The Winner Takes It All: Chess Returns to Broadway
Briefly

The Winner Takes It All: Chess Returns to Broadway
"Grab your sleeping bags and bug spray, people. It's time for camp. Chess is back on Broadway after 37 years, as big and weird as ever, with as much late-'80s bombast as a Claude Montana runway show, as much cheese as a charcuterie board. Let's get the Five Ws out of the way so we can get to all that delicious dairy:"
"Who? Musical theater prom court Lea Michele, Aaron Tveit, and Nicholas Chistopher as the cult hit's absurdly brainy love triangle; Michael Mayer holding the bullhorn; and, of all people, Danny Strong behind the new book that's attempting to give some kind of psychological/historical coherency to the stadium-size music by ABBA's Benny Andersson and Björn Ulvaeus and the barrage of histrionic lyrics by Tim Rice."

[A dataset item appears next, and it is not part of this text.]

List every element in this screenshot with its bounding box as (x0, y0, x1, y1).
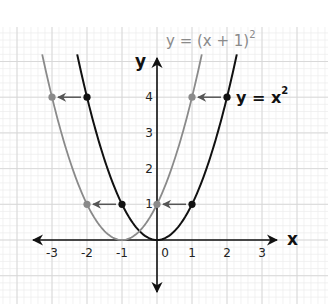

"The show starts off in 1979, as we are immediately informed by its super-caffeinated narrator, the Arbiter (Bryce Pinkham, having such a damn good time it feels like all his serious faces are on the edge of cracking into giggles). Despite this Arbiter's proclivity for lobbing soft 2025 political jokes into the audience, the story is still very much a "Cold War musical.""
The Broadway revival of Chess returns after 37 years as a deliberately campy, late-'80s–toned spectacle. The production stars Lea Michele, Aaron Tveit, and Nicholas Christopher as a brainy love triangle, with Michael Mayer directing and Bryce Pinkham narrating as the exuberant Arbiter. Danny Strong supplies a new book that seeks psychological and historical coherence for the large-scale music by Benny Andersson and Björn Ulvaeus and Tim Rice's histrionic lyrics. The staging features presentational design by David Rockwell and settings that include Merano and Bangkok. The piece foregrounds Cold War themes while leaning into theatrical excess and nostalgia.